In the code for reading a line from our file, you might have already noticed the PERFORM process-line statement. This is how you call a procedure in COBOL. As long as it’s in the same file, there is no need to pass any arguments, as all data is shared between procedures. This makes it harder to track which procedure is responsible for changing which data items, but it allows you to divide your code into procedures at virtually zero cost: Just add one line in Area A that introduces a new paragraph and thus gives the procedure a name.

In this program, we make heavy use of this feature to make the code more readable. For example, consider the loop over the numbers in a line:

           PERFORM UNTIL line-cursor GREATER line-length
               MOVE line-cursor TO previous-line-cursor
               PERFORM read-next-number
               PERFORM check-if-increasing
               PERFORM check-if-decreasing
               PERFORM check-difference
           END-PERFORM.

If all the procedures were written out here instead of calling them, the code would become quite convoluted. There is the downside of losing track where the data item line-cursor in the loop condition is changed, but to some degree such problems can be alleviated by choosing speaking names for the procedures.

As you might have noticed, procedures are not the only way of breaking down code into smaller elements. COBOL has functions, which are called similar to how we are used to in modern languages. For example, FUNCTION TRIM(input-file-line) calls the function TRIM and passes input-file-line as an argument.
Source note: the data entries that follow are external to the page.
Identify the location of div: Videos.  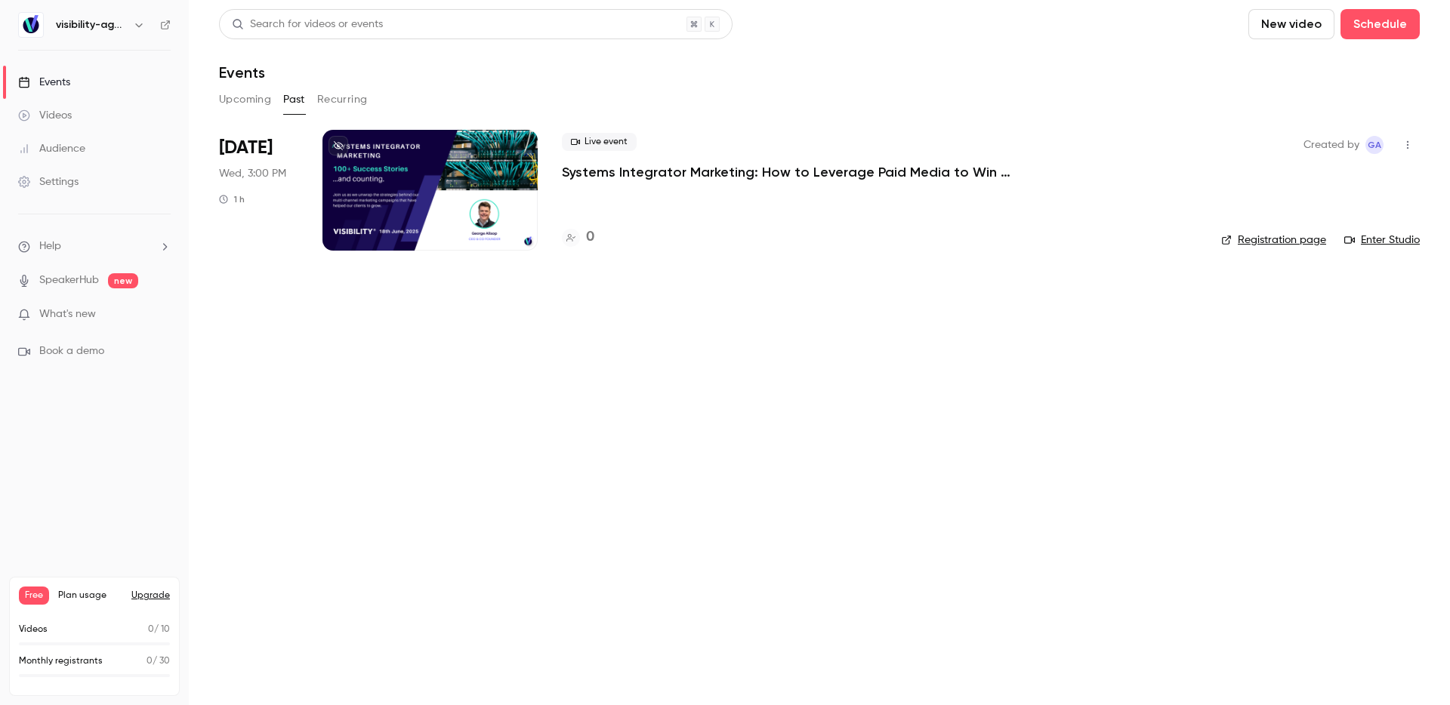
(45, 116). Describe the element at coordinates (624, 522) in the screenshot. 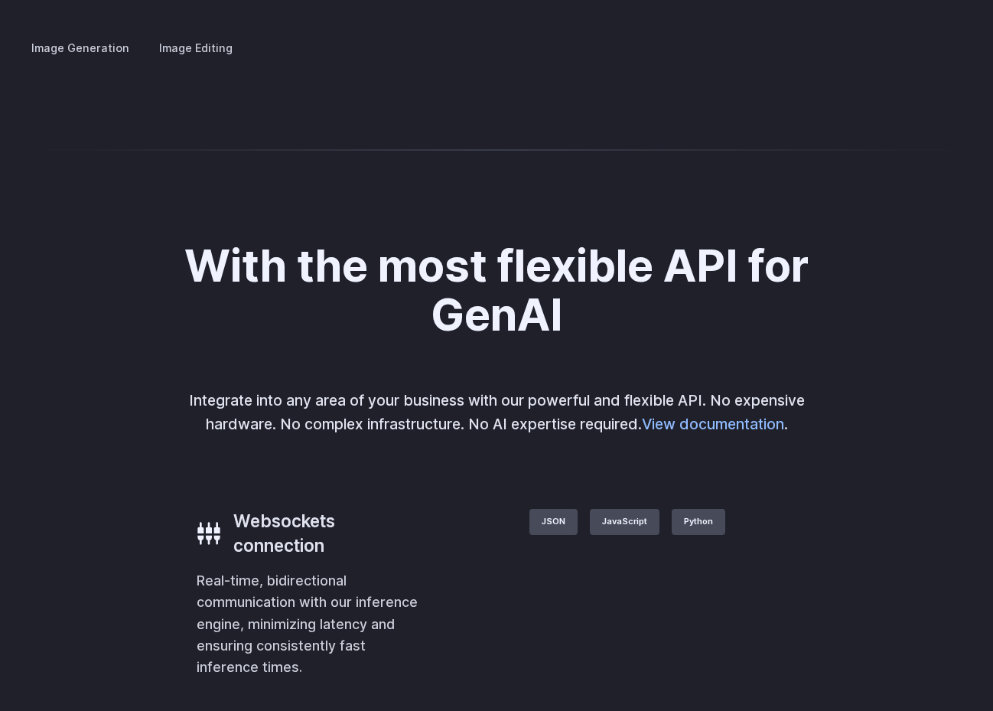

I see `label: JavaScript` at that location.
You can, of course, define your own functions in COBOL, but this is beyond the scope of this quick start guide.

Overview of program logic

With all the syntactic peculiarities out of the way, let’s briefly discuss what the program actually does:

  • The main loop PERFORM UNTIL at-eof just ensures that process-line is called for each line in the input file.
  • process-line reads the numbers found in the line one by one into the number-pair data item to check for each pair whether one of the safety conditions is violated.
  • read-next-number advances the line-cursor by reading the next number in the line and storing it in current while saving the previous content of current in previous to do the comparions later on.
    • I admit that it took me a while to find out that UNSTRING is the statement I needed here.
  • check-if-increasing and check-if-decreasing update the data items all-increasing and all-decreasing if they find a pair of numbers that violates the condition that the numbers in the line are sorted in ascending or descending order respectively.
  • check-difference calculates the absolute difference between the numbers in the pair and sets difference-is-safe to false if the difference is too small or too large.
  • Based on the values of all-increasing, all-decreasing, and difference-is-safe, the counter safe-count is incremented if the line violated none of the safety conditions.
  • At the very end, we use DISPLAY to print the final value of safe-count and thus solve the Advent of Code exercise.

Learnings and outlook

So, what have we learned? By this point, you are no more of a COBOL expert than I am. You understood a very basic program that can be solved with a handful of lines in Python or Ruby, and we haven’t even touched on any advanced concepts such as copybooks, tables, or sorting. However, I hope that now that the very basic questions are out of the way, you are able to dig into the GnuCOBOL Programmer’s Guide or your COBOL manual of choice to find the statements you need for your program. And I hope that this will be much quicker for you than if you had to start reading that fine but long document from the beginning.

Alternatively (or maybe additionally), I hope you just had a bit of fun with a quirky old language and maybe learned to appreciate where it got its quirks from. Maybe COBOL doesn’t look so much like a dragon now but more like a bear. Sure, it can still kill you, and you might not want to get too close to it, but you can see how it has its place in nature. If you just let it sleep and don’t disturb it too much, it’ll probably be okay.